In richer parts of Asia e.g, Japan, South Korea, Taiwan, populations are already old and will become even older. Europe is split: Germany, Italy and Spain now have tiny families and are therefore ageing fast, whereas France, Britain and most Nordic countries have more children which keeps them younger. In eastern Europe, and particularly in Russia, birth rates are low and life expectancy has also taken a knock. North America, due to a resilient birth rate and high immigration, will remain fairly youthful by mid-century.

In most developing countries, although birth rates are dropping, populations will remain relatively young for decades yet. But in the longer term demographic dynamics will cause poorer countries to age too. Before then, the absolute numbers of older people will swell substantially, simply because these countries are so populous. The current total of 490m over-60s, will more than triple by 2050. Since most poor countries have little or nothing in the way of a state-funded welfare net, those numbers will be hard to manage.

Alone among developing countries, China is already ageing fast. For the past 30 years it has been keeping a tight lid on population growth: not quite the “one-child policy”, as it is often called (the average number of children per woman was closer to 2), the population will peak at about 1.46 billion in 2030 and then decline. Although China has seen stupendous economic growth in recent years, it will be challenged by the cost of absorbing the cost of this rapidly ageing population.

The report also addresses the macroeconomic impacts: “as more people retire, and fewer younger ones take their place, the labour force will shrink, so output growth will drop unless productivity increases faster. Since the remaining workers will be older, they may actually be less productive.” The implications for financial markets also receive comment in the report, along with speculations regarding the potential for declining standards of living related to such issues as reduced savings rates, and asset depletion. The OECD estimates that over the next three decades the age-related decline in the labour force could cut growth in its member countries by a third compared with the previous three decades.

Envoi:The following two paragraphs are quoted verbatim, as they seem to sum up the implications not only for health but also for social policy:

“For the public finances, an ageing population is a huge headache. In countries where public pensions make up the bulk of retirement income, these will either swallow up a much larger share of the budget or they will have to become a lot less generous, which will meet political resistance (and remember that older people are much more inclined to vote than younger ones). Spending on health, which in most rich countries has been going up relentlessly anyway, is likely to grow even faster as patients get older. And because of a huge increase in the number of over-80s, a lot more money, and careful thought, will be needed to provide long-term care for them as they become frailer.

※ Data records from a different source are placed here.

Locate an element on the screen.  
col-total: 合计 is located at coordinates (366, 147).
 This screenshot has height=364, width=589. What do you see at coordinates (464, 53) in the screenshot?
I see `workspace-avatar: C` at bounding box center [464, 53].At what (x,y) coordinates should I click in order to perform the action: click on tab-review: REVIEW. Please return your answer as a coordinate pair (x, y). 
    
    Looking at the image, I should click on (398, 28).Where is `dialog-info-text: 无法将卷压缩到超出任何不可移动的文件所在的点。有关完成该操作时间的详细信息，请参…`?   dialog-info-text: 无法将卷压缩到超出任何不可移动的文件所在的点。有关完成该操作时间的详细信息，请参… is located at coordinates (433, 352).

What can be done? As the IMF puts it, 'the fiscal impact of the [financial] crisis reinforces the urgency of entitlement reform.' People in rich countries will have to be weaned off the expectation that pensions will become ever more generous and health care ever more all-encompassing. Since they now live so much longer, and mostly in good health, they will have to accept that they must also work for longer and that their pensions will be smaller.”

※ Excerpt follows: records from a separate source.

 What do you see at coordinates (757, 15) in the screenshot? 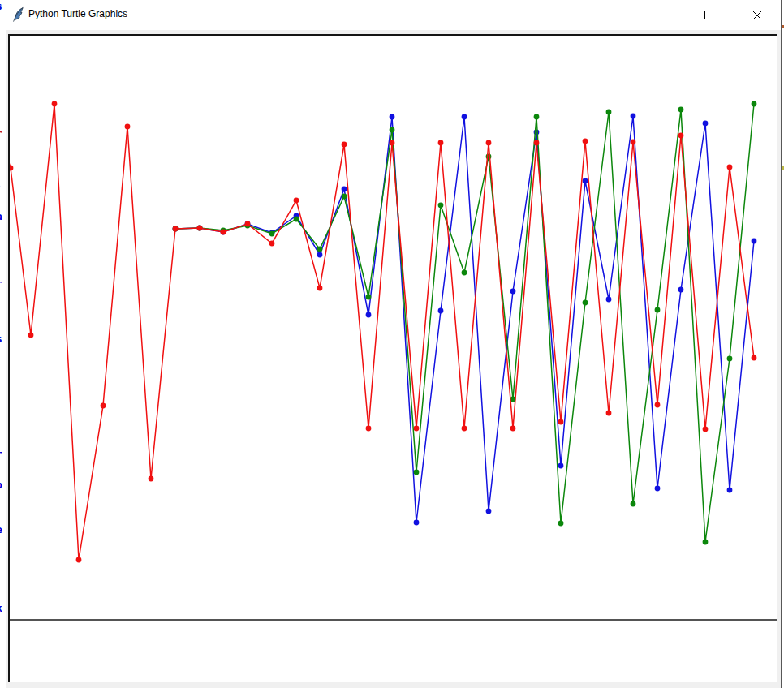
I see `close-button` at bounding box center [757, 15]. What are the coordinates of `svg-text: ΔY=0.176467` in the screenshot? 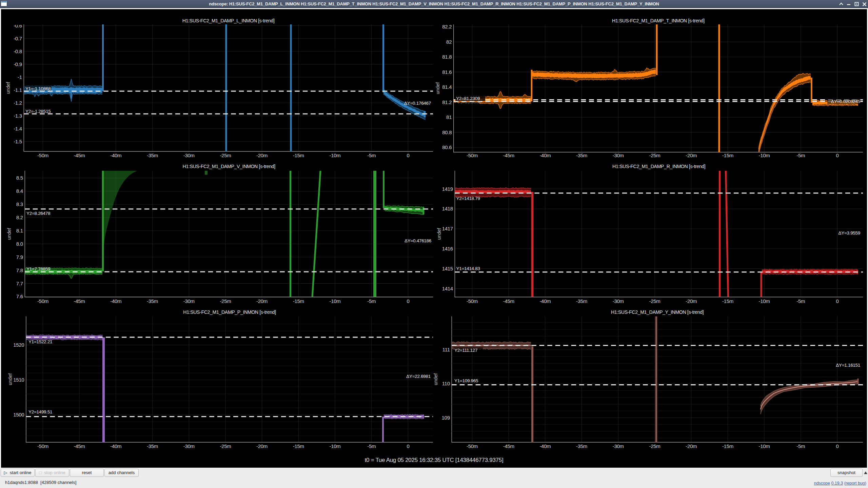 It's located at (418, 103).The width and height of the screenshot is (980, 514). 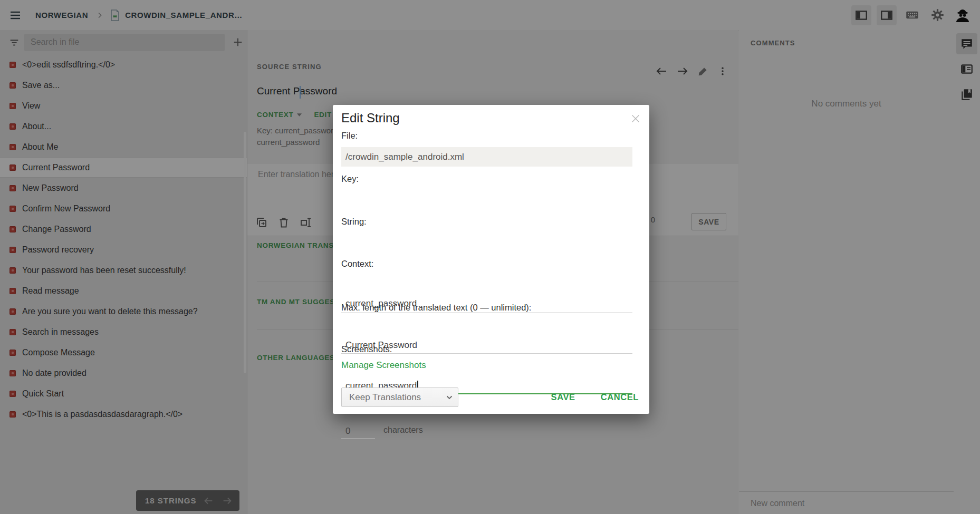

Source: A Special Report on Ageing Populations - A slow-burning fuse. Jun 25th 2009 Economist.com. http://www.economist.com/specialreports/displayStory.cfm?story_id=13888045

INSPIRATIONAL WELCOME ............................... from T.S.Eliot's "Little Gidding"

If you came this way From the place you would come from... It would be the same at the end of the journey... If you came, not knowing what you came for, It would be the same... And what you thought you came for Is only a shell, a husk of meaning... From which the purpose breaks only when it is fulfilled If at all.